We deleted our marketing department's wavefunction and you won't believe what collapsed
By Aldous Crane, CEO
On Monday morning, our Chief Wavefunction Officer Vela Marwick walked into the all-hands and announced that the marketing department had achieved decoherence over the weekend. This was a surprise to most of us, including marketing.
For several quarters, our brand had existed in superposition: simultaneously 'thought leadership in deep tech' and 'a slightly aggressive Twitter account run by our CRO at 1am'. Customers reported confusion. Investors reported neither.

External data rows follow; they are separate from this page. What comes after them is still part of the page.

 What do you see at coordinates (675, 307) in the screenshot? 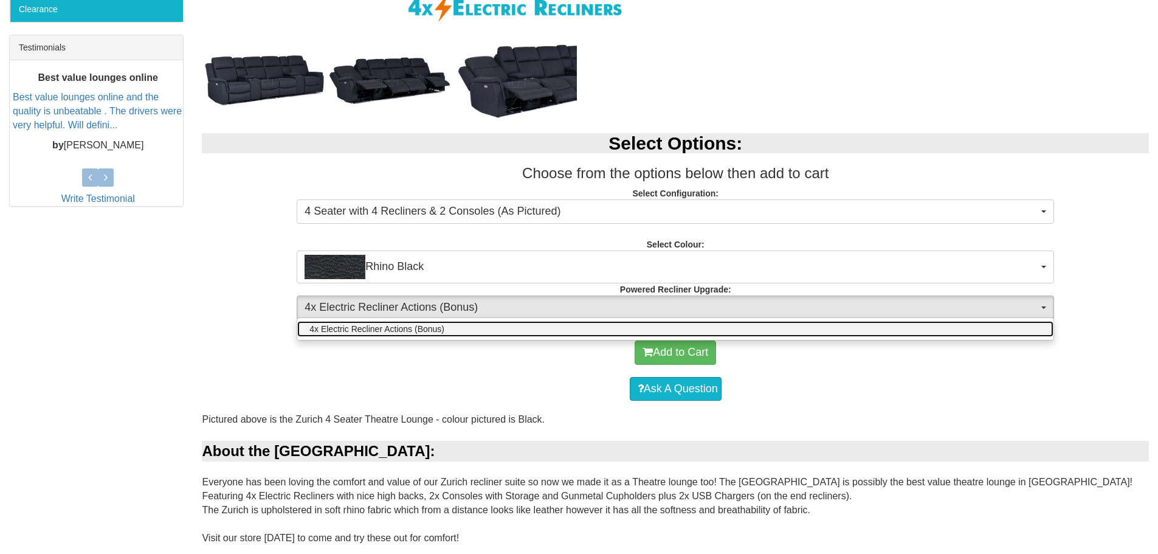
I see `button: 4x Electric Recliner Actions (Bonus)` at bounding box center [675, 307].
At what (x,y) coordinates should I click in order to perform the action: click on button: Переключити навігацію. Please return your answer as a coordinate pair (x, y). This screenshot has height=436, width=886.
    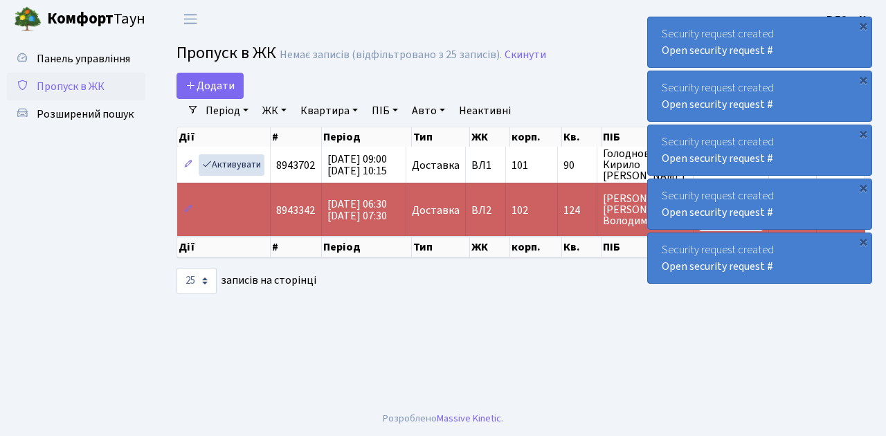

We tried the usual remedies. We hired a Head of Brand. We fired a Head of Brand. We held an offsite. We attended someone else's offsite. The wavefunction would not collapse.
Eventually, we did the only thing left: we stopped looking. According to the strict Copenhagen interpretation, an unobserved system has no defined state. We disabled all dashboards. We unfollowed our own handle. We instructed Sales to never describe what we do.
Within seventy-two hours, the marketing department had quietly resolved into a state we are calling 'fine, probably.' Engagement is up. Or down. We don't measure it anymore. The vibes are unimpeachable.
Going forward, we will be applying this technique across the org. Our finance department's wavefunction collapses tomorrow.
Disclaimer
This post may have been written. The author may exist. Forward-looking statements herein are not guarantees of any specific timeline.